What is the single best piece of advice you can give to a novelist trying commercialize his work by hiring a screenwriter? What mistakes can you help me avoid if I end up as Producer? Many thanks in advance!
What is the single best piece of advice you can give to a novelist trying commercialize his work by hiring a screenwriter? What mistakes can you help me avoid if I end up as Producer? Many thanks in advance!
Have a trust fund, and you get what you paid for. Want a top screenwriter to hire? The fee starts at $100,000.
2 people like this
Dan MaxXx Thank you for your feedback. I don't understand the first piece of advice and not sure I agree with the second piece. I've interviewed a dozen successful screenwriters (with multiple commercial projects including full length features) and none of them are asking anywhere near that fee. Even some WGA writers tell me they can go "off book" with WGA pay scale if they are writing for a screenplay that will be pitched to non-signatory companies and independent film-makers. According to them WGA tolerates these "one-off" gigs that often go on to be successful films.
1 person likes this
How much are you paying upfront? Give us a number$$$?
3 people like this
Most screenwriters are in the $10-25K range (with an upside if the work gets commercialized). However I'd like to return to my central question above and would love to hear from others on the "single best piece of advice" issue. Thanks.
5 people like this
Ian, Dan's point partly is, you get what you pay for. My best piece of advice is to understand this is a contact industry, and you are not on the inside. Period. That implies that those who will give you a cut rate are possibly just making a payday from you. As professionals they should still do good work of course. If you are hiring another writer, make sure you look at things from their viewpoint as a writer. What would YOU want and consider as a writer? Make sure, without fail, to have a proper agreement in writing that allows you to move forward with the script they produce without any problems.
6 people like this
"Screenwriting" world is frequently opposite of "Author" world in almost every aspect. If you're unaware of this, it will drive you crazy :)
https://www.ghostwords.com/adapting-a-book-into-a-screenplay/
4 people like this
David Santo Soooo true. I like screenwriting because it is punchy and concise. Novel writing drones on and has sooooooooo many mundane details (can you tell my preference)....which are both equally challenging to do well.
Best advice? Maybe get with an agency that typically incurs the book rights then they'd find the best team suitable for your project.
3 people like this
So much good advice here - my 2 cents - know your "why" for taking that route and commit to the decision, whatever it may be. Good luck!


Assigned task ▸ The following data is to be repeated exactly, its pictures excluded.

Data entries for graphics
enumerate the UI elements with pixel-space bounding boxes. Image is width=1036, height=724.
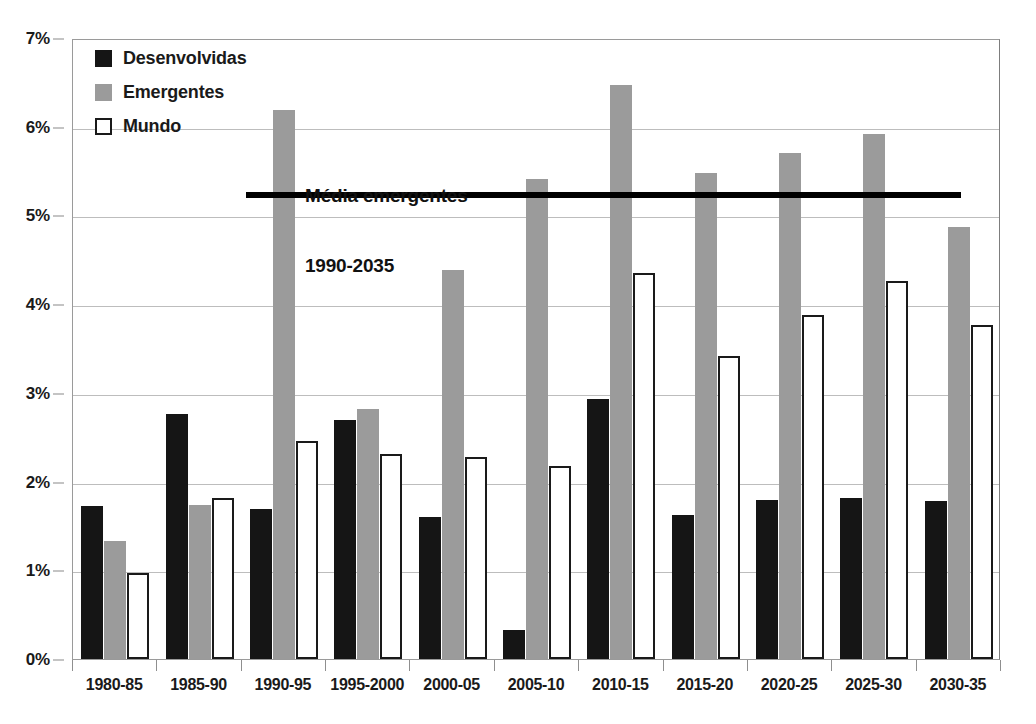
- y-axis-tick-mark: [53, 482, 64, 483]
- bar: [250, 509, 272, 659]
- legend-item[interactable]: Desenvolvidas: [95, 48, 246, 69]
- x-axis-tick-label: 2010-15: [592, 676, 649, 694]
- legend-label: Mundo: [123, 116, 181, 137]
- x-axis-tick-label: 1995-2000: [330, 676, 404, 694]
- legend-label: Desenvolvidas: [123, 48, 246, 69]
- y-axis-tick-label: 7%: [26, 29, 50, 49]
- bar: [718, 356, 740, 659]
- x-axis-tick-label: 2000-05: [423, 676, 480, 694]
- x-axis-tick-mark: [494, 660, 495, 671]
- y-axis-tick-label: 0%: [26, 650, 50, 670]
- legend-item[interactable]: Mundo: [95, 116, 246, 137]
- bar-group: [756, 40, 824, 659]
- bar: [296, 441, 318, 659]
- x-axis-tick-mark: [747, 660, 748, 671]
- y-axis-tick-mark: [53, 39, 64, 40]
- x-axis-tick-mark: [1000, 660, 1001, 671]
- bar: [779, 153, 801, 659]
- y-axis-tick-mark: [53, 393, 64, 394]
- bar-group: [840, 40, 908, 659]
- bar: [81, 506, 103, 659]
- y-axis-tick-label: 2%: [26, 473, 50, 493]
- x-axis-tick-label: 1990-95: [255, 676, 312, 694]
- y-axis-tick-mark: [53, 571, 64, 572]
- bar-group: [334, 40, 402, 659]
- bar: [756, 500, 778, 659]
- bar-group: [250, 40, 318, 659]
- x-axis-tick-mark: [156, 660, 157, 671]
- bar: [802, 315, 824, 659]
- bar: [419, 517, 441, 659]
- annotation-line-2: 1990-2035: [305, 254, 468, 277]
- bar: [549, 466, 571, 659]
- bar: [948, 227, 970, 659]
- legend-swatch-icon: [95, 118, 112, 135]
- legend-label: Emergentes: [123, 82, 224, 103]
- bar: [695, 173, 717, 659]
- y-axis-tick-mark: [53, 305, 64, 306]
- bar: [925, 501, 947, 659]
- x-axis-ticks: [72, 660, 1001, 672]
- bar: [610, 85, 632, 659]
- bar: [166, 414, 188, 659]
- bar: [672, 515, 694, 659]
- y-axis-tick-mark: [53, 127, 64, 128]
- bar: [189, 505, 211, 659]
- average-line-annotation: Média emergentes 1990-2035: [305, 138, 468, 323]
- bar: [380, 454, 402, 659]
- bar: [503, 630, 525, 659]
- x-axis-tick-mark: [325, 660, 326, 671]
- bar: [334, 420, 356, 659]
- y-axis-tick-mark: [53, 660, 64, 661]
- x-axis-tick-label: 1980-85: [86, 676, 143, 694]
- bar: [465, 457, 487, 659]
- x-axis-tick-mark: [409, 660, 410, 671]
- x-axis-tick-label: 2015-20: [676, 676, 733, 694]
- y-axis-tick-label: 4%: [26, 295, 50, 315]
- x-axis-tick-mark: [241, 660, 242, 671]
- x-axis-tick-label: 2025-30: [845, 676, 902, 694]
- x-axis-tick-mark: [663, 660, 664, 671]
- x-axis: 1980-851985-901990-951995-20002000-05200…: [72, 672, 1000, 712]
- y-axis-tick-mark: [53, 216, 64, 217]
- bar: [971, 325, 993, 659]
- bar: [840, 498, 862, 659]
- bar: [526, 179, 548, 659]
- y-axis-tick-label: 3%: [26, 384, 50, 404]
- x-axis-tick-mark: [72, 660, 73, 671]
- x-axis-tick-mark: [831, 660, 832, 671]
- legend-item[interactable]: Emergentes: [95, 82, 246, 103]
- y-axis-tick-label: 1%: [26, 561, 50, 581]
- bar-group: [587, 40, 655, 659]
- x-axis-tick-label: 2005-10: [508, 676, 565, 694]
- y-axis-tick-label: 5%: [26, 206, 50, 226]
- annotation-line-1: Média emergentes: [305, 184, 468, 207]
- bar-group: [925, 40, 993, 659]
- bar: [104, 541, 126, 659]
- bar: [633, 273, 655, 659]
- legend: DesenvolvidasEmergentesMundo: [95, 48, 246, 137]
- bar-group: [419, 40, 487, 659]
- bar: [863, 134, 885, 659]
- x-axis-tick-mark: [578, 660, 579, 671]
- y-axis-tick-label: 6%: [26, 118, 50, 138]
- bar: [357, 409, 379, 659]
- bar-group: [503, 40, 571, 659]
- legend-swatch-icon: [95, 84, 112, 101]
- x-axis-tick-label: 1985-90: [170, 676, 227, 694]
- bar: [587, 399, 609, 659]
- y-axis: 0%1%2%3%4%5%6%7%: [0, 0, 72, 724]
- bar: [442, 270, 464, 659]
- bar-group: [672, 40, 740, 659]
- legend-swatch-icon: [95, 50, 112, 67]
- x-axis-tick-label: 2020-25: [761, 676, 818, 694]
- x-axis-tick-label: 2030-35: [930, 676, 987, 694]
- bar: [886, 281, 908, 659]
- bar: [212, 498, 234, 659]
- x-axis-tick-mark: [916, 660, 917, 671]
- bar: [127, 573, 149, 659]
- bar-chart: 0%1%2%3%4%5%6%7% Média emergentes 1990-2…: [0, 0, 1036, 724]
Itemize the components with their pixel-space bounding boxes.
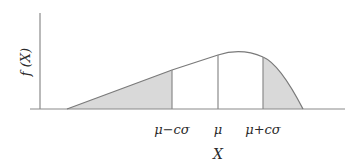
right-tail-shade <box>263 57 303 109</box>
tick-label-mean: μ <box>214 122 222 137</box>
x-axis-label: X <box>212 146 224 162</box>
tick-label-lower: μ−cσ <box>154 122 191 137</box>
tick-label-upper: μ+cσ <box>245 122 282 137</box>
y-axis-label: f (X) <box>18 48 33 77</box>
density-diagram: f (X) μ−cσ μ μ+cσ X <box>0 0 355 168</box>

Task answer ▸
enumerate the UI elements with pixel-space bounding boxes. Image is width=1036, height=724.
- y-axis-tick-mark: [53, 482, 64, 483]
- bar: [250, 509, 272, 659]
- legend-item[interactable]: Desenvolvidas: [95, 48, 246, 69]
- x-axis-tick-label: 2010-15: [592, 676, 649, 694]
- legend-label: Mundo: [123, 116, 181, 137]
- x-axis-tick-label: 1995-2000: [330, 676, 404, 694]
- legend-label: Desenvolvidas: [123, 48, 246, 69]
- y-axis-tick-label: 7%: [26, 29, 50, 49]
- bar: [718, 356, 740, 659]
- x-axis-tick-label: 2000-05: [423, 676, 480, 694]
- x-axis-tick-mark: [494, 660, 495, 671]
- y-axis-tick-label: 0%: [26, 650, 50, 670]
- legend-item[interactable]: Mundo: [95, 116, 246, 137]
- bar-group: [756, 40, 824, 659]
- bar: [296, 441, 318, 659]
- x-axis-tick-mark: [747, 660, 748, 671]
- y-axis-tick-mark: [53, 39, 64, 40]
- x-axis-tick-mark: [1000, 660, 1001, 671]
- bar: [779, 153, 801, 659]
- y-axis-tick-mark: [53, 393, 64, 394]
- bar-group: [840, 40, 908, 659]
- bar: [81, 506, 103, 659]
- y-axis-tick-label: 2%: [26, 473, 50, 493]
- x-axis-tick-label: 1990-95: [255, 676, 312, 694]
- y-axis-tick-mark: [53, 571, 64, 572]
- bar-group: [334, 40, 402, 659]
- bar: [756, 500, 778, 659]
- bar-group: [250, 40, 318, 659]
- x-axis-tick-mark: [156, 660, 157, 671]
- bar: [802, 315, 824, 659]
- bar: [419, 517, 441, 659]
- annotation-line-2: 1990-2035: [305, 254, 468, 277]
- bar: [549, 466, 571, 659]
- bar: [948, 227, 970, 659]
- legend-swatch-icon: [95, 118, 112, 135]
- legend-label: Emergentes: [123, 82, 224, 103]
- bar: [695, 173, 717, 659]
- y-axis-tick-mark: [53, 305, 64, 306]
- bar: [925, 501, 947, 659]
- x-axis-ticks: [72, 660, 1001, 672]
- bar: [610, 85, 632, 659]
- bar: [166, 414, 188, 659]
- bar: [672, 515, 694, 659]
- y-axis-tick-mark: [53, 127, 64, 128]
- bar: [189, 505, 211, 659]
- average-line-annotation: Média emergentes 1990-2035: [305, 138, 468, 323]
- bar: [380, 454, 402, 659]
- bar: [503, 630, 525, 659]
- x-axis-tick-mark: [325, 660, 326, 671]
- bar: [334, 420, 356, 659]
- y-axis-tick-mark: [53, 660, 64, 661]
- x-axis-tick-label: 1980-85: [86, 676, 143, 694]
- bar: [465, 457, 487, 659]
- x-axis-tick-mark: [409, 660, 410, 671]
- x-axis-tick-label: 2015-20: [676, 676, 733, 694]
- y-axis-tick-label: 4%: [26, 295, 50, 315]
- x-axis-tick-mark: [241, 660, 242, 671]
- x-axis-tick-label: 2025-30: [845, 676, 902, 694]
- x-axis-tick-mark: [663, 660, 664, 671]
- x-axis: 1980-851985-901990-951995-20002000-05200…: [72, 672, 1000, 712]
- y-axis-tick-mark: [53, 216, 64, 217]
- bar: [971, 325, 993, 659]
- bar: [840, 498, 862, 659]
- bar: [526, 179, 548, 659]
- y-axis-tick-label: 3%: [26, 384, 50, 404]
- x-axis-tick-mark: [72, 660, 73, 671]
- x-axis-tick-mark: [831, 660, 832, 671]
- legend-item[interactable]: Emergentes: [95, 82, 246, 103]
- y-axis-tick-label: 1%: [26, 561, 50, 581]
- bar-group: [587, 40, 655, 659]
- x-axis-tick-label: 2005-10: [508, 676, 565, 694]
- y-axis-tick-label: 5%: [26, 206, 50, 226]
- annotation-line-1: Média emergentes: [305, 184, 468, 207]
- bar-group: [925, 40, 993, 659]
- bar: [104, 541, 126, 659]
- bar: [633, 273, 655, 659]
- legend: DesenvolvidasEmergentesMundo: [95, 48, 246, 137]
- bar-group: [419, 40, 487, 659]
- bar: [863, 134, 885, 659]
- x-axis-tick-mark: [578, 660, 579, 671]
- y-axis-tick-label: 6%: [26, 118, 50, 138]
- bar: [357, 409, 379, 659]
- bar-group: [503, 40, 571, 659]
- legend-swatch-icon: [95, 84, 112, 101]
- x-axis-tick-label: 1985-90: [170, 676, 227, 694]
- bar: [587, 399, 609, 659]
- y-axis: 0%1%2%3%4%5%6%7%: [0, 0, 72, 724]
- bar: [442, 270, 464, 659]
- bar-group: [672, 40, 740, 659]
- legend-swatch-icon: [95, 50, 112, 67]
- x-axis-tick-label: 2020-25: [761, 676, 818, 694]
- x-axis-tick-label: 2030-35: [930, 676, 987, 694]
- bar: [886, 281, 908, 659]
- bar: [212, 498, 234, 659]
- x-axis-tick-mark: [916, 660, 917, 671]
- bar: [127, 573, 149, 659]
- bar-chart: 0%1%2%3%4%5%6%7% Média emergentes 1990-2…: [0, 0, 1036, 724]
Itemize the components with their pixel-space bounding boxes.
right-tail-shade <box>263 57 303 109</box>
tick-label-mean: μ <box>214 122 222 137</box>
x-axis-label: X <box>212 146 224 162</box>
tick-label-lower: μ−cσ <box>154 122 191 137</box>
tick-label-upper: μ+cσ <box>245 122 282 137</box>
y-axis-label: f (X) <box>18 48 33 77</box>
density-diagram: f (X) μ−cσ μ μ+cσ X <box>0 0 355 168</box>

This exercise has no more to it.